Philip Nel: Yes, sure. There are racist caricatures of people of African descent, people of Asian descent, of Arab descent. For example, at the end of And to Think That I Saw It on Mulberry Street [1937], the version that was published in the 1930s had a page that said, “I’ve seen a Chinaman who eats with sticks.” The man was colored yellow and had a pigtail, wearing one of those triangular hats. He cleaned that image up a bit in the 1978 edition, cut off the pigtail and removed the color, changed the language to “I’ve seen a Chinese man who eats with sticks.”

In If I Ran the Zoo [1950], there are other examples. One page says, “I’ll hunt in the mountains of Zomba-ma-Tant/ with helpers who all wear their eyes at a slant” and depicts Asian workers helping the character Gerald McGrew capture birds and other animals for his zoo. It also includes the “African island of Yerka,” with two characters, African men, who come right out of the typical caricatures of the ’20s and ’30s—racial caricatures of Black people.

Those are the most vivid examples. I was also looking at The Cat’s Quizzer [1976], where there’s a question that goes something like, “How old do you have to be, to be a Japanese?” And of course the premise is, it’s an absurd question, because you don’t have to be any age—the book is all about absurd questions. But you’re using “a Japanese” as a punchline. It’s a trope in Seuss books more generally to treat ethnic and “foreign” others as comic, even if he doesn’t mean it in an aggressively malicious way. He’s not thinking about how making an entire group of people the subject of a joke has that effect.

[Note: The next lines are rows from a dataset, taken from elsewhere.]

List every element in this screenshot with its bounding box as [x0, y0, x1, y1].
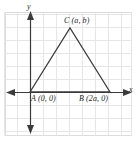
vertex-label-a: A (0, 0) — [31, 95, 56, 103]
coordinate-plane-figure: C (a, b) A (0, 0) B (2a, 0) x y — [0, 0, 138, 141]
y-axis-label: y — [27, 3, 31, 11]
vertex-label-b: B (2a, 0) — [79, 95, 108, 103]
x-axis-label: x — [129, 86, 133, 94]
vertex-label-c: C (a, b) — [64, 17, 89, 25]
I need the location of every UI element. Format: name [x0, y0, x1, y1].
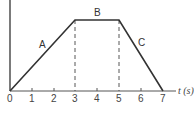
tick-label-2: 2: [51, 93, 57, 104]
tick-label-3: 3: [72, 93, 78, 104]
segment-label-c: C: [138, 37, 145, 48]
tick-label-1: 1: [29, 93, 35, 104]
x-axis-label: t (s): [178, 85, 194, 97]
tick-label-5: 5: [116, 93, 122, 104]
segment-label-b: B: [94, 7, 101, 18]
segment-label-a: A: [39, 39, 46, 50]
tick-label-0: 0: [7, 93, 13, 104]
tick-label-4: 4: [94, 93, 100, 104]
tick-label-6: 6: [138, 93, 144, 104]
trapezoid-graph: A B C 0 1 2 3 4 5 6 7 t (s): [0, 0, 194, 114]
tick-label-7: 7: [160, 93, 166, 104]
data-line: [10, 20, 163, 91]
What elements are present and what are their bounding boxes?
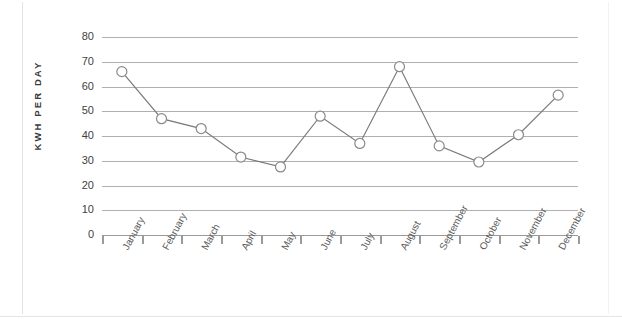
y-axis-tick-label: 20 [54,180,94,191]
x-axis-tick [459,236,461,244]
data-series-kwh-per-day [102,37,578,235]
data-point-marker [157,114,167,124]
y-axis-tick-label: 0 [54,229,94,240]
x-axis-tick [221,236,223,244]
x-axis-tick [419,236,421,244]
y-axis-tick-label: 80 [54,31,94,42]
x-axis-tick [300,236,302,244]
data-point-marker [355,138,365,148]
x-axis-tick [380,236,382,244]
data-point-marker [553,90,563,100]
x-axis-tick [340,236,342,244]
data-point-marker [276,162,286,172]
data-point-marker [395,62,405,72]
data-point-marker [196,124,206,134]
y-axis-tick-label: 50 [54,105,94,116]
series-line [122,67,558,167]
line-chart: KWH PER DAY 80706050403020100 JanuaryFeb… [0,0,622,319]
y-axis-tick-label: 30 [54,155,94,166]
x-axis-tick [102,236,104,244]
data-point-marker [315,111,325,121]
data-point-marker [474,157,484,167]
x-axis-tick [499,236,501,244]
data-point-marker [434,141,444,151]
x-axis-tick [142,236,144,244]
y-axis-tick-labels: 80706050403020100 [52,37,94,235]
x-axis-tick-labels: JanuaryFebruaryMarchAprilMayJuneJulyAugu… [102,247,578,317]
data-point-marker [236,152,246,162]
page-border-left [22,2,23,314]
y-axis-title: KWH PER DAY [32,26,43,186]
x-axis-tick [261,236,263,244]
y-axis-tick-label: 60 [54,81,94,92]
y-axis-tick-label: 10 [54,204,94,215]
y-axis-tick-label: 70 [54,56,94,67]
x-axis-tick [578,236,580,244]
page-border-right [608,2,609,314]
y-axis-tick-label: 40 [54,130,94,141]
data-point-marker [514,130,524,140]
x-axis-tick [538,236,540,244]
data-point-marker [117,67,127,77]
x-axis-tick [181,236,183,244]
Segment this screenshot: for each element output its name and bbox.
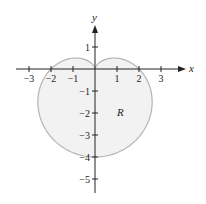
y-tick-label: −1 — [79, 86, 90, 97]
x-tick-label: 3 — [159, 73, 164, 84]
y-tick-label: −4 — [79, 152, 90, 163]
x-tick-label: 1 — [115, 73, 120, 84]
x-tick-label: −3 — [24, 73, 35, 84]
y-axis-label: y — [91, 11, 97, 23]
y-tick-label: −2 — [79, 108, 90, 119]
x-axis-label: x — [188, 62, 194, 74]
y-tick-label: −3 — [79, 130, 90, 141]
y-axis-arrow — [92, 25, 98, 33]
x-tick-label: −2 — [46, 73, 57, 84]
y-tick-label: −5 — [79, 174, 90, 185]
x-tick-label: −1 — [68, 73, 79, 84]
x-tick-label: 2 — [137, 73, 142, 84]
region-label: R — [116, 106, 124, 118]
x-axis-arrow — [178, 66, 186, 72]
y-tick-label: 1 — [85, 42, 90, 53]
cardioid-chart: −3−2−11231−1−2−3−4−5 x y R — [0, 0, 206, 204]
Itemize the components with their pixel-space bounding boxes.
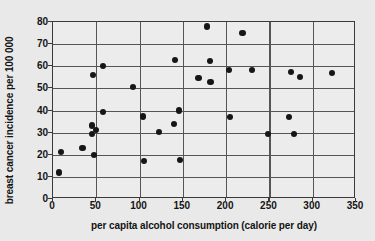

I think what is surprising to people is that this was a guy who throughout his work tried to do anti-racist stuff. Think of Horton Hears a Who—one reviewer who read the book when it was published [in 1954] described it as an argument for the protection of minorities and their rights. The Sneetches and Other Stories [1953] was inspired by opposition to anti-Semitism. Some people look at that and think, “We just must be wrong about Seuss.” That’s because they see racism as an either/or—like, you’re on Team Racism or you’re not. But you can do anti-racist work and also reproduce racist ideas in your work. And Seuss wasn’t aware that his visual imagination was so steeped in the cultures of American racism. He was doing in some of his books what he was trying to oppose in others.